It's no tarball, it's a gzip file, as you can tell from *.gz Afaik messybox tar doesn't know how to implicitly invoke unzip
00000000 6c 69 62 70 75 6c 73 65 2d 6d 61 69 6e 6c 6f 6f |libpulse-mainloo| 00000010 70 2d 67 6c 69 62 30 5f 30 2e 39 2e 31 35 2d 31 |p-glib0_0.9.15-1| 00000020 6d 61 65 6d 6f 33 38 2b 30 6d 35 5f 61 72 6d 65 |maemo38+0m5_arme| 00000030 6c 2e 64 65 62 00 00 00 00 00 00 00 00 00 00 00 |l.deb...........| 00000040 00 00 00 00 00 00 00 00 00 00 00 00 00 00 00 00 |................| 00000050 00 00 00 00 00 00 00 00 00 00 00 00 00 00 00 00 |................| 00000060 00 00 00 00 30 30 30 30 36 34 34 00 80 00 00 00 |....0000644.....| 00000070 00 a6 f8 00 32 30 33 30 31 36 37 00 30 30 30 30 |....2030167.0000| 00000080 30 30 34 37 37 35 30 00 31 31 34 33 33 34 37 36 |0047750.11433476|
Other ExtensionsOne common extension, utilized by GNU tar, star, and other newer tar implementations, permits binary numbers in the standard numeric fields. This is flagged by setting the high bit of the first character. This permits 95-bit values for the length and time fields and 63-bit values for the uid, gid, and device numbers. GNU tar supports this extension for the length, mtime, ctime, and atime fields. Joerg Schilling's star program supports this extension for all numeric fields. Note that this extension is largely obsoleted by the extended attribute record provided by the pax interchange format.
One common extension, utilized by GNU tar, star, and other newer tar implementations, permits binary numbers in the standard numeric fields. This is flagged by setting the high bit of the first character. This permits 95-bit values for the length and time fields and 63-bit values for the uid, gid, and device numbers. GNU tar supports this extension for the length, mtime, ctime, and atime fields. Joerg Schilling's star program supports this extension for all numeric fields. Note that this extension is largely obsoleted by the extended attribute record provided by the pax interchange format.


The answer should consist of every line in the material below that has the word "Poorly".

^^^^^^^^^^^^^^^^

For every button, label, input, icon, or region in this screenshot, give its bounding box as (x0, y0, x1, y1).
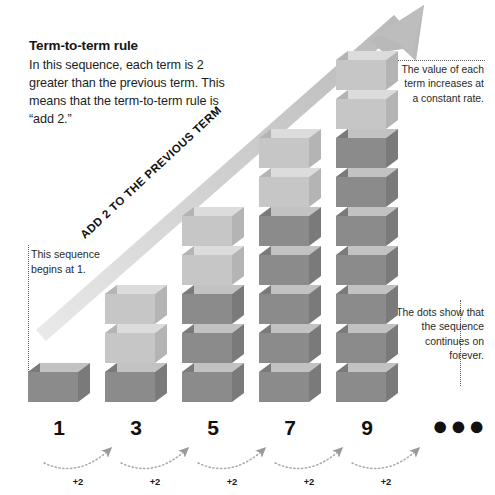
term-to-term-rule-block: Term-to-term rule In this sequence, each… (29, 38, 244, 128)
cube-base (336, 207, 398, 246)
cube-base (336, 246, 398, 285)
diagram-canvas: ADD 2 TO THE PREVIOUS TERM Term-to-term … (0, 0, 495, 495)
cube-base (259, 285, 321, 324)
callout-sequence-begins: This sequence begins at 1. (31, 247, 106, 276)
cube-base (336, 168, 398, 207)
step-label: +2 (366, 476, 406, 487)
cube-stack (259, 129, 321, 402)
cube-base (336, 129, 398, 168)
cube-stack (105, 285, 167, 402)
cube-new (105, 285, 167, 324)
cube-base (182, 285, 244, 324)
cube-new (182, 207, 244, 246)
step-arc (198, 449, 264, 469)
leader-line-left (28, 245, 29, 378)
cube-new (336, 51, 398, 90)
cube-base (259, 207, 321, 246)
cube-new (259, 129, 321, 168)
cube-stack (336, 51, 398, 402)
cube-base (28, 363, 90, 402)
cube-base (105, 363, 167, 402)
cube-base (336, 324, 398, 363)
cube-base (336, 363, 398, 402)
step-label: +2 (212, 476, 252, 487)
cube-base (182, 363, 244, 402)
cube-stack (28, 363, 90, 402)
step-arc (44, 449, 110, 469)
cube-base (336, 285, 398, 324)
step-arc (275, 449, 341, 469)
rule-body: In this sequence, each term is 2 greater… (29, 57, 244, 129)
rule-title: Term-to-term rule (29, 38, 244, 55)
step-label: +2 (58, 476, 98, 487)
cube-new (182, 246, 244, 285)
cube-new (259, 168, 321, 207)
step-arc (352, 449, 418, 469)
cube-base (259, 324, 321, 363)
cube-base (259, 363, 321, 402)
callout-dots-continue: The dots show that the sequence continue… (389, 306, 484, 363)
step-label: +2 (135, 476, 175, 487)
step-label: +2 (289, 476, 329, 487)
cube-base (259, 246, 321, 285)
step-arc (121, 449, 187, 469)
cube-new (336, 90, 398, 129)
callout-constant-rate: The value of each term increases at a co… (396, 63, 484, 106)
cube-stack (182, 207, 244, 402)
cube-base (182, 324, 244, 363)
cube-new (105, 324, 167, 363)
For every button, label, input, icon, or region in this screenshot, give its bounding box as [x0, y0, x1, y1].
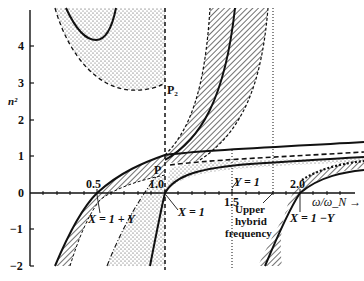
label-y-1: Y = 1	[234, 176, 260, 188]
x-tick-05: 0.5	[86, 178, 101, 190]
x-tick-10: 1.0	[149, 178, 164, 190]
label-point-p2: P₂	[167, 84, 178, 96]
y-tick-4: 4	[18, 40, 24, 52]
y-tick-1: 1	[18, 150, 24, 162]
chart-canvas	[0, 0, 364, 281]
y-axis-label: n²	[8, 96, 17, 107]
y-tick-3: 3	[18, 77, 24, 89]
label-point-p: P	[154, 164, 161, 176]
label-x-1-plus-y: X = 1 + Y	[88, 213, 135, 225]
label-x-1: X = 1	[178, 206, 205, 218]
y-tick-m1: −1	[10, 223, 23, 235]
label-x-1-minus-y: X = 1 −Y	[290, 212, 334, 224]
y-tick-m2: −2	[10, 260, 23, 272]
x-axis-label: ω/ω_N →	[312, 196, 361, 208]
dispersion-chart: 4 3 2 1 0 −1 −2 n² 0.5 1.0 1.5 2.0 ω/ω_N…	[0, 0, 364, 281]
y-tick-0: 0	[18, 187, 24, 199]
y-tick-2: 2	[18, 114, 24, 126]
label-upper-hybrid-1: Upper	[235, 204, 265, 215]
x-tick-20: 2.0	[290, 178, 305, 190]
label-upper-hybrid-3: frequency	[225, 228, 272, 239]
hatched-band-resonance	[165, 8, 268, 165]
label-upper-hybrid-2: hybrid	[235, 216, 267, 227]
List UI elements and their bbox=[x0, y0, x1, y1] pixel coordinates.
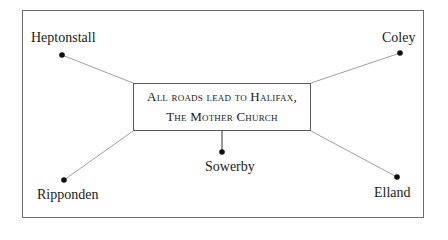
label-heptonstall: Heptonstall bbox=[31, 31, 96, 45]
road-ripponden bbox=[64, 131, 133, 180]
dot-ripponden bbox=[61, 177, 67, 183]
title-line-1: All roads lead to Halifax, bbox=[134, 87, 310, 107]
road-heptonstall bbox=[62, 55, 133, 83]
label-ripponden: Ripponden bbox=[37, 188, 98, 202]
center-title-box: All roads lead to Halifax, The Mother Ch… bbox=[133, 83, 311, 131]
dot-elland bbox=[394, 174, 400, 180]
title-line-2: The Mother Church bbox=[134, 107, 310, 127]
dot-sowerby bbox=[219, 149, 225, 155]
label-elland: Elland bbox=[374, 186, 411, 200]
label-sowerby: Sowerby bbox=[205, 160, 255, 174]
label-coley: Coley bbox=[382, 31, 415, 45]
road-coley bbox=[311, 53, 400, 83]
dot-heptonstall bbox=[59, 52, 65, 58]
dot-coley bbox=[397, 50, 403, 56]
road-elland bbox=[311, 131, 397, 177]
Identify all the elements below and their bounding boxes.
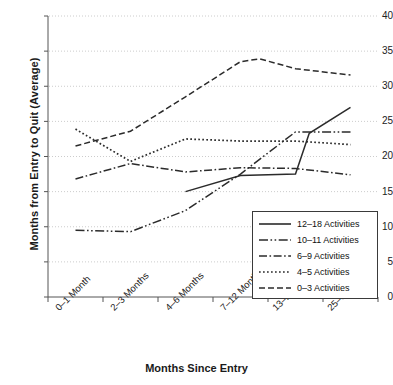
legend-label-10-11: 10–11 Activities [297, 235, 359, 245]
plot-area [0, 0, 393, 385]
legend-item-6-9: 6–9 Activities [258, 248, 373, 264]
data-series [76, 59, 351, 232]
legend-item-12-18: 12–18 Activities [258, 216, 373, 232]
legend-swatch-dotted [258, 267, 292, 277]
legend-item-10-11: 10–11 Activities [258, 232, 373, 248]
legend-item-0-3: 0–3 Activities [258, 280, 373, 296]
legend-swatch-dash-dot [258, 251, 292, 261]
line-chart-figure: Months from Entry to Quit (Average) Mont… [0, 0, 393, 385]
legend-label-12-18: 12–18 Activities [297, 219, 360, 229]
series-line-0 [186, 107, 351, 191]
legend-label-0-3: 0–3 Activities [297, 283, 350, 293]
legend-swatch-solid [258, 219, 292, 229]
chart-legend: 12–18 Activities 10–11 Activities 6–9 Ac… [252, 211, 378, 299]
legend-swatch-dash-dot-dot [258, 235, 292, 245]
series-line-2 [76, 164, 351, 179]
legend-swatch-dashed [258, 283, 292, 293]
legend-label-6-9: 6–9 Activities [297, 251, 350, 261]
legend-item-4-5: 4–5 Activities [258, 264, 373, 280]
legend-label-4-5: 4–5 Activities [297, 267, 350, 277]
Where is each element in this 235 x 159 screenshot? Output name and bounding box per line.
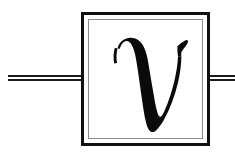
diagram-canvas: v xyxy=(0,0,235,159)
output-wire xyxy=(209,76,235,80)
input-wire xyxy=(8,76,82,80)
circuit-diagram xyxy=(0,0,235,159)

^^^^^^^^^^^^^^^^

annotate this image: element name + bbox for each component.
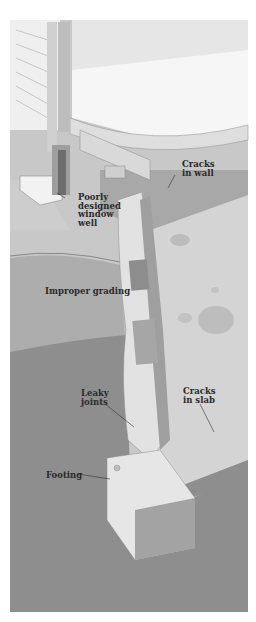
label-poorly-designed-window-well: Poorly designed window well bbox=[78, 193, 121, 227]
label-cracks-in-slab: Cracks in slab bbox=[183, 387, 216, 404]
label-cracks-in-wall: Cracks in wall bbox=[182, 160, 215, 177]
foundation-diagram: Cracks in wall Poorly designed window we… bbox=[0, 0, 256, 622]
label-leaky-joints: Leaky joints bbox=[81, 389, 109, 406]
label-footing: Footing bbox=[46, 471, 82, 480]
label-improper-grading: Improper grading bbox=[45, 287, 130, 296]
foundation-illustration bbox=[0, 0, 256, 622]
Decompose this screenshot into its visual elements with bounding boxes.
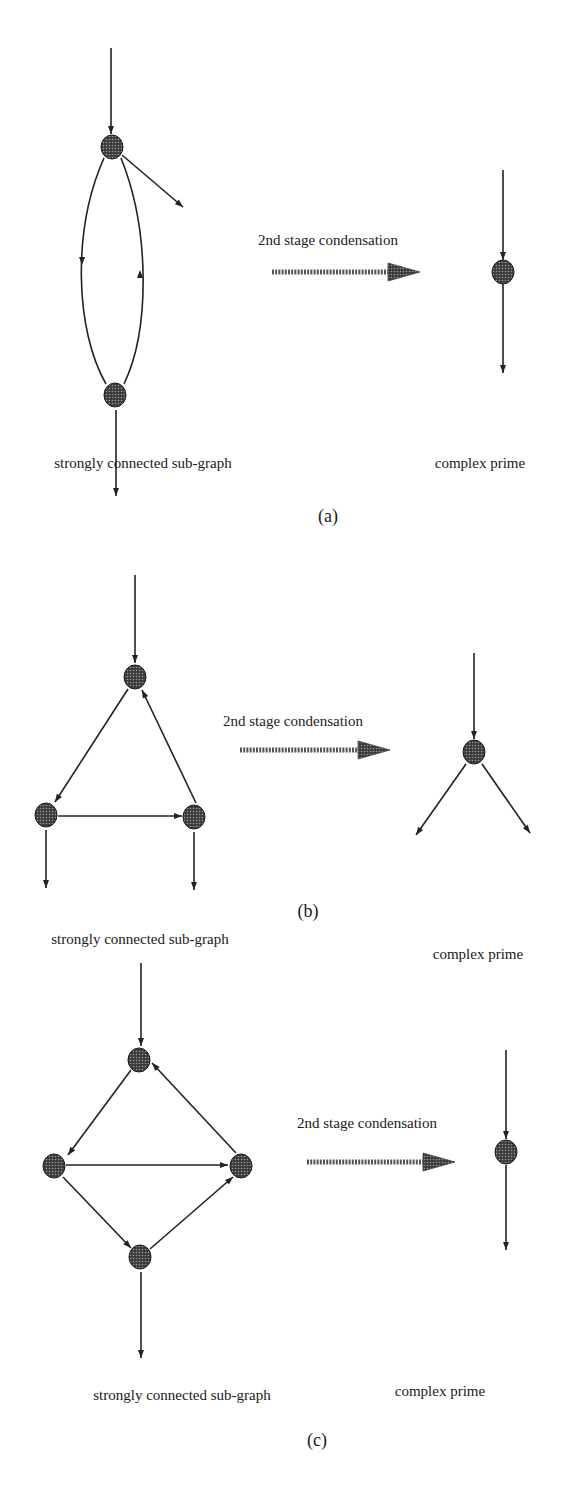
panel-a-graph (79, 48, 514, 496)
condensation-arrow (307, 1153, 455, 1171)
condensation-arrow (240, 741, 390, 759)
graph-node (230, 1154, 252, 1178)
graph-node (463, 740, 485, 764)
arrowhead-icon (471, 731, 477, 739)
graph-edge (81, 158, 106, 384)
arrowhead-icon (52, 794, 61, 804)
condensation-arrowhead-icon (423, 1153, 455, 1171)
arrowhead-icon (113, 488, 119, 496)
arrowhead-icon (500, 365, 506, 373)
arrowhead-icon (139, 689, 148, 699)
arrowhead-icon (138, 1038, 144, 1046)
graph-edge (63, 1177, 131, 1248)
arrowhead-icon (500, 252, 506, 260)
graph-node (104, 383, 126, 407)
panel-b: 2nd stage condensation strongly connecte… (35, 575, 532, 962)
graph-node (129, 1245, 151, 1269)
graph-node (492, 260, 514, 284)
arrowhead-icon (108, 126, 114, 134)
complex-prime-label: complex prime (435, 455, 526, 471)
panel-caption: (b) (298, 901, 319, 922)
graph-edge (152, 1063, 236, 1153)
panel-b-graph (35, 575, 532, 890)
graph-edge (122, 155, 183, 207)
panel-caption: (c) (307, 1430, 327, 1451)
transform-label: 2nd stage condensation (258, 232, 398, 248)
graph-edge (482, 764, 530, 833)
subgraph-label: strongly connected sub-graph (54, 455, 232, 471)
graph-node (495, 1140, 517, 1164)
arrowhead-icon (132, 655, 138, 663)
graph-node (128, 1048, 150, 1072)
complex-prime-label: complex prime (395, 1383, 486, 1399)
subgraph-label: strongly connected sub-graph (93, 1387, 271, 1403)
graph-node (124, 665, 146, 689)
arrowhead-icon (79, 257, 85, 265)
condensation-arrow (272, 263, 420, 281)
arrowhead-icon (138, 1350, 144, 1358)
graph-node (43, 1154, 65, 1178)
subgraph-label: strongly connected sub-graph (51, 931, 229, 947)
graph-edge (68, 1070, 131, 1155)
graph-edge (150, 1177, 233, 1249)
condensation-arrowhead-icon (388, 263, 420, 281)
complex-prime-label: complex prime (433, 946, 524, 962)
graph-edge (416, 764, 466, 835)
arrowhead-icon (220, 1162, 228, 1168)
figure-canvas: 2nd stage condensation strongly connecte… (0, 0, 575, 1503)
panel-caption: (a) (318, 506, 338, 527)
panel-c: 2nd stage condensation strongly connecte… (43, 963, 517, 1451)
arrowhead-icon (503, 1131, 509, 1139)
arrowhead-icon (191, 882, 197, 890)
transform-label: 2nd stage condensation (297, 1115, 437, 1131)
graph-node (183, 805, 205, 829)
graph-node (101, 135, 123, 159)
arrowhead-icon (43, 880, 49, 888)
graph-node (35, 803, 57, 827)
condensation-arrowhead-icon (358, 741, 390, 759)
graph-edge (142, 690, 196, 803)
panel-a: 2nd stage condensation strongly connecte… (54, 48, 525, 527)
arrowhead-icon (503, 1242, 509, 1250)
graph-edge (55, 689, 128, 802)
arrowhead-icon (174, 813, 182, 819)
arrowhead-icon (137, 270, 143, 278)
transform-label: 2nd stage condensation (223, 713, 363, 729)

^^^^^^^^^^^^^^^^

● **ANSWER TO THE EXERCISE**
label-poorly-designed-window-well: Poorly designed window well bbox=[78, 193, 121, 227]
foundation-diagram: Cracks in wall Poorly designed window we… bbox=[0, 0, 256, 622]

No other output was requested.